Contributors



Kim Addonizio has two poetry collections from BOA Editions: The Philosopher's Club and Jimmy & Rita. She is the author, with Dorianne Laux, of The Poet's Companion: A Guide to the Pleasures of Writing Poetry (W.W.Norton). A collection of stories, In The Box Called Pleasure, is forthcoming from FC2.


After studying physics at Radcliffe, Lucile Blanchard found her art in a roundabout way. Married to an artist, mother of four, her husband's career took precedence. She scribbled in the attic study, getting an occasional story or poem published, but mostly getting rejection slips. Sometimes the family budget allowed a class or workshop. That she is still writing she feels is due more to pure stubbornness than anything. And the fact that she can't imagine any other life.


Alison Croggon was born in 1962. Her first book of poems, This is the Stone, was published in 1991 by Penguin Books and won the Anne Elder and Dame Mary Gilmore Prizes for best first collection that year. Her first novel Navigatio was highly commended in the 1995 Australian/Vogel literary awards and was published by Black Pepper Press in 1996. Her second book of poems, The Blue Gate, was released in 1997. She has written two operas, The Burrow and Gauguin, with the highly regarded Sydney composer Michael Smetanin, and has received funding for their third, The White Army. She is a member of Zeugma On-Line Poetry Workshop.


Claudia Grinnell was born in Germany. She now lives in Monroe, Louisiana, where she teaches English at Northeast Louisiana University. In her spare time, she writes poetry, reads a lot, surfs the net, eats sushi, and stays out of trouble. Her poems have appeared in various journals and magazines, such as Hayden's Ferry Review, New Orleans Review, Bottomfish, and The Alembic.


Sharon Kourous lives in a suburb of Toledo, Ohio, and teaches high school English. As a single-parent, she did not get around to writing until the youngest went off to college: not enough time or emotional space. Since then, writing has been central to her life, and she has placed over 200 poems in journals such as American Poets and Poetry, The Formalist, The Lyric, Piedmont Literary Review, and others. She has won several awards and has a promise from Singular Speech Press for a book of her work to come out next year. She is a member of the on-line poetry workshop, Zeugma.


Dorianne Laux has been published in such journals as American Poetry Review, American Voice, Yellow Silk and ZYZZYVA. Her first book, Awake was nominated for the Bay Area Book Reviewer's Award, her second, What We Carry, for the National Book Award. She is currently a professor at the University of Oregon.


While working on a novel, RoseMarie London has begun accumulating her snap fictions for a collection called He Likes Pomegranates, Except When He Doesn't. Many of her stories have been published by literary journals, both in print and on-line. Early this year her story Fits Like A Glove was chosen for Sparks Best of 1997 issue.


R.J. McCaffery is a poet who lives in Providence, RI. A founder of Zahtak Studios, he edits a graphic novel, The Skin. When not restoring vintage bicycles, he is involved in a number of web-related poetry, printing and language projects; many based out of his homepage It Came from RJ's Brain.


§ **WHAT THE EXERCISE ASKS**
Reproduce every record below exactly as written, leaving out any pictures.

-.-.-

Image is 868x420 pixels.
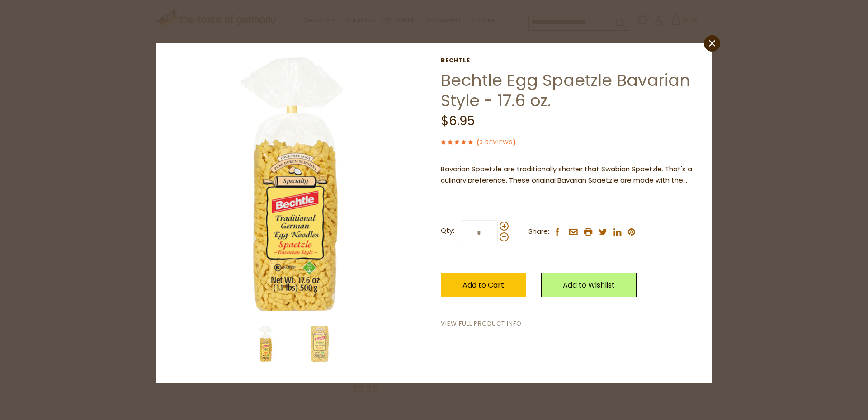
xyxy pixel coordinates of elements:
[441,57,698,64] a: Bechtle
[441,164,698,186] p: Bavarian Spaetzle are traditionally shorter that Swabian Spaetzle. That's a culinary preference. ...
[477,138,516,147] span: ( )
[541,273,637,297] a: Add to Wishlist
[301,326,338,362] img: Bechtle Egg Spaetzle Bavarian Style - 17.6 oz.
[529,226,549,237] span: Share:
[441,68,691,112] a: Bechtle Egg Spaetzle Bavarian Style - 17.6 oz.
[479,138,513,147] a: 3 Reviews
[441,112,475,130] span: $6.95
[441,225,455,236] strong: Qty:
[461,220,498,245] input: Qty:
[248,326,284,362] img: Bechtle Egg Spaetzle Bavarian Style - 17.6 oz.
[463,280,504,291] span: Add to Cart
[170,57,427,315] img: Bechtle Egg Spaetzle Bavarian Style - 17.6 oz.
[441,273,526,297] button: Add to Cart
[441,320,522,329] a: View Full Product Info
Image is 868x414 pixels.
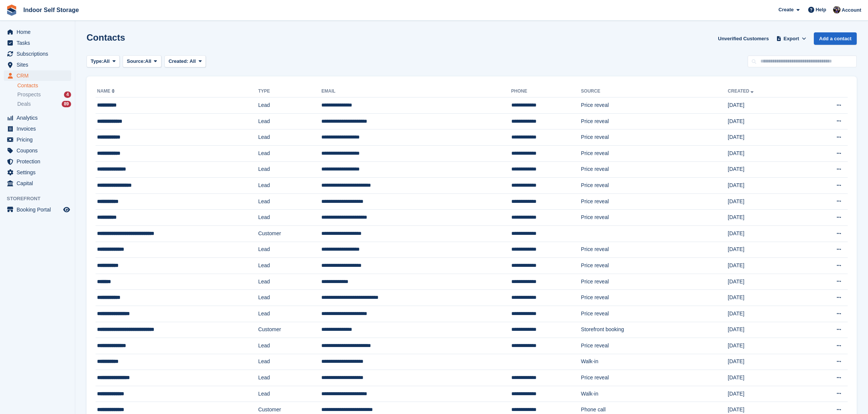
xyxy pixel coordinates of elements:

-.-.-

§ **RESPONSE TO THIS TASK**
Image is 868x420 pixels.
xyxy pixel coordinates of elements:
[441,57,698,64] a: Bechtle
[441,164,698,186] p: Bavarian Spaetzle are traditionally shorter that Swabian Spaetzle. That's a culinary preference. ...
[477,138,516,147] span: ( )
[541,273,637,297] a: Add to Wishlist
[301,326,338,362] img: Bechtle Egg Spaetzle Bavarian Style - 17.6 oz.
[529,226,549,237] span: Share:
[441,68,691,112] a: Bechtle Egg Spaetzle Bavarian Style - 17.6 oz.
[479,138,513,147] a: 3 Reviews
[441,112,475,130] span: $6.95
[441,225,455,236] strong: Qty:
[461,220,498,245] input: Qty:
[248,326,284,362] img: Bechtle Egg Spaetzle Bavarian Style - 17.6 oz.
[463,280,504,291] span: Add to Cart
[170,57,427,315] img: Bechtle Egg Spaetzle Bavarian Style - 17.6 oz.
[441,273,526,297] button: Add to Cart
[441,320,522,329] a: View Full Product Info
Image is 868x414 pixels.
xyxy pixel coordinates of elements:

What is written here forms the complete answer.